Have conversations with loved ones before death. I know what I will get from my lovely Grandma, because she’s asked me what I want. Some may find this type of talk morbid or tacky, but I can think of nothing more practical to discuss when you’re aging. She doesn’t want to leave a burden for her loved ones.
She told me, ”If no one wants the fine China, there’s no point keeping it around to collect dust”. She’s one of the wisest women I know.
We will all die, and we can soften the transition for our families. Make a plan for your material things and start the conversation.
Avoid probate; set up a living trust. My last tip was about the small things; this tip is about the big things: money and how you want to ‘do death’.
Figure out the details of your end-of-life before you’re gone (especially if you have large assets), or upon your death, family members will be sent an invitation to fight each other in the Colosseum where rules are a joke and it’s everyone for themselves.
Have all the fluff in life you desire, but plan for it for before you’re gone. It’s an act of love to have these conversations and map out your wishes before it’s too late.
When we walk through the grief of death, letting go of the last things we have of the person we loved seems reckless. But at the altar, our Father offers to take our burdens and pain in exchange for His goodness. What would it look like to trade-in what we can still see for what remains unseen? Believing there is beauty for ashes, this is faith.
Laurie
March, 2023This post has served to encourage me. My parents have employed some of your suggestions and we are diligently working to sift through the things their parents left them.

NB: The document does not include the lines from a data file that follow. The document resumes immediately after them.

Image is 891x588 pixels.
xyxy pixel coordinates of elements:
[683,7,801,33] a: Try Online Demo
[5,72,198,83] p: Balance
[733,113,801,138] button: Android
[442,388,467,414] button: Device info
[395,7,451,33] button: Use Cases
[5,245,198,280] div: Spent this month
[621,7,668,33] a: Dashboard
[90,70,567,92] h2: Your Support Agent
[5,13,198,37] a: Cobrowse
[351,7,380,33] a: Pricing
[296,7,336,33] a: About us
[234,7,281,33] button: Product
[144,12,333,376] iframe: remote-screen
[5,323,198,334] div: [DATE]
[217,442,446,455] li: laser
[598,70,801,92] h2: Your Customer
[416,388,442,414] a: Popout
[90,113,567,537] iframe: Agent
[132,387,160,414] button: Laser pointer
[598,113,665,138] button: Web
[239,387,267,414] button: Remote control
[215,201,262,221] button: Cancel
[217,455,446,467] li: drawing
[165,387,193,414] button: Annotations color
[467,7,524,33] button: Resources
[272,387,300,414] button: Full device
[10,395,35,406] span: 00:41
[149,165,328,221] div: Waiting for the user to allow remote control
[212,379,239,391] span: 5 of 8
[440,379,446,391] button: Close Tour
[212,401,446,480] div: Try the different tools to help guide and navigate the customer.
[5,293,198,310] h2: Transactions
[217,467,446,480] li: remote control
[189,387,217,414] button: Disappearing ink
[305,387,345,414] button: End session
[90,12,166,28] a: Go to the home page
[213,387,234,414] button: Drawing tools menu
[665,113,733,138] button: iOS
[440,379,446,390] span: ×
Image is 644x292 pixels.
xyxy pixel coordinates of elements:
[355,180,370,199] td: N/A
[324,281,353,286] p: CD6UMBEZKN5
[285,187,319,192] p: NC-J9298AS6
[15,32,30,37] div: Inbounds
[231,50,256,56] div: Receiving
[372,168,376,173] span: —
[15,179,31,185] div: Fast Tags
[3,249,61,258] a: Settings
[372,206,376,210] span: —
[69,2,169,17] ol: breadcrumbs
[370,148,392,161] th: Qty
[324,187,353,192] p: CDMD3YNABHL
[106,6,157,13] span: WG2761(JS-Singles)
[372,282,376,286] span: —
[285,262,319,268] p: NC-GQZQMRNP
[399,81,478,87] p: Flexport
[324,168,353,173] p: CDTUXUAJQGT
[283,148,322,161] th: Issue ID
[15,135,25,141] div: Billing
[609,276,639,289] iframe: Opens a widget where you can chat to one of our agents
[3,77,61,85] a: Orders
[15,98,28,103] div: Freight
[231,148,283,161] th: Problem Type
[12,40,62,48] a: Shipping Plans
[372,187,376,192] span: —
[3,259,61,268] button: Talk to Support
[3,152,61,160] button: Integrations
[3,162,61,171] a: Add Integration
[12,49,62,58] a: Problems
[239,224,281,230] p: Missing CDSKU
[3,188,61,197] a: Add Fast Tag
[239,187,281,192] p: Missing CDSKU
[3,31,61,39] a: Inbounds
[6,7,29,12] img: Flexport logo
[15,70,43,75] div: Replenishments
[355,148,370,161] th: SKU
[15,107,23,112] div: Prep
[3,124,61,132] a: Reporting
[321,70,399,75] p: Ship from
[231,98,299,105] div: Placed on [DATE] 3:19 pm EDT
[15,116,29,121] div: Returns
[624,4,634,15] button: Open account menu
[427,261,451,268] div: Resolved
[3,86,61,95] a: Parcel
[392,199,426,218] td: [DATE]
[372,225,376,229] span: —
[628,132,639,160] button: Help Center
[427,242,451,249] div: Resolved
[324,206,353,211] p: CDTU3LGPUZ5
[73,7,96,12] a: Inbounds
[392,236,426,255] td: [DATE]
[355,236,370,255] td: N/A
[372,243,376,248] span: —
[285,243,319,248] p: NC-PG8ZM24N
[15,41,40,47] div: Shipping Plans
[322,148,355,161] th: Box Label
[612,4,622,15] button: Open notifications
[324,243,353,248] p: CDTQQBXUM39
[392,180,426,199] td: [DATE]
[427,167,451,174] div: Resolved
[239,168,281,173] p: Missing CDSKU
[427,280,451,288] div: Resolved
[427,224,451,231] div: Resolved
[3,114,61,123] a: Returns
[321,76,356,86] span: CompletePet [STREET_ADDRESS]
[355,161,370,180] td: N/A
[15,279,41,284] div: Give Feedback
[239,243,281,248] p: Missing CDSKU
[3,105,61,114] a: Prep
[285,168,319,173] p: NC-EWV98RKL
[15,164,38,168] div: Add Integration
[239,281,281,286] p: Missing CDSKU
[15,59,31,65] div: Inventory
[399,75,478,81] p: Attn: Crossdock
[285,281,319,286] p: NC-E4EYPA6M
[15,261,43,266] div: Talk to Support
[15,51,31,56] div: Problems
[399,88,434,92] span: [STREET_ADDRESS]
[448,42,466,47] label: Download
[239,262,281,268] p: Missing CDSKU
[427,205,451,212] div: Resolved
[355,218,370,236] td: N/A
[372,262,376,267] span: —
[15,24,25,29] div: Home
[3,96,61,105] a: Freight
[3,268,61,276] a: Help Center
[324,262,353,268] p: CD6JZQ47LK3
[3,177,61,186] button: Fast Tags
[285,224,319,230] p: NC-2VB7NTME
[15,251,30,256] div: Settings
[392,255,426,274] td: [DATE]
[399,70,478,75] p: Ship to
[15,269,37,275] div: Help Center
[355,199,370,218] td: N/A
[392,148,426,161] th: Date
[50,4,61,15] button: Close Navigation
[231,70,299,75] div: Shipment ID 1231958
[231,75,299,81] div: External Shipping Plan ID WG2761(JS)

I’m sharing this post with my friend. Thanks, Merry, for sharing the hard and the way through it.
Merry Sondreal
March, 2023That’s great to hear, Laurie!
Helping your parents is no small thing, but what a blessing to be able to share some memories together.🥰
Thanks for passing on the encouragement!
Scott M
December, 2022Merry, this was such a poignant and powerful post, thank you for being vulnerable enough to share some of these innermost things. May this wisdom that has blessed you be a blessing to all your readers!
Merry Sondreal
December, 2022Thanks so much, Scott. I’m glad my vulnerability is a blessing–knowing when I’ve shared ‘too much information’ has never been one of my strengths. 🙂
Hannah Scott
November, 2022There have been simple things I have kept from each of my grandparents. My granny’s iron board stool that she used in her kitchen to help her reach things in the top cabinets because she was so short…. My grandma’s shirts and pearl necklace that I wore on my wedding day and still wear on special occasions (they aren’t real pearls, but it’s so special to me, because it was her’s). I have my grandad’s corn hole set that he made himself and some of his family quilts. None of these things are big, but they are special to me. While I know my mother-in-law will want us to keep some of her family’s treasures, we have already laid that ground conversation with her, telling her we’re not interested. While it hurts her feelings, it is honest, and it helps us not make vows we don’t want to keep, like you mentioned. Thank you so much for sharing your wisdom, heart, and love.
Merry Sondreal
November, 2022It’s so fun to hear what’s special to others; what makes you think of your loved ones fondly. And that must have been a very difficult conversation to have, but you’re right, it’s so good you had it. It takes great courage to both speak and hear the truth. Thank you for your comment. I’m curious, did your mother-in-law initiate, or was it you and your hubby that kicked it off?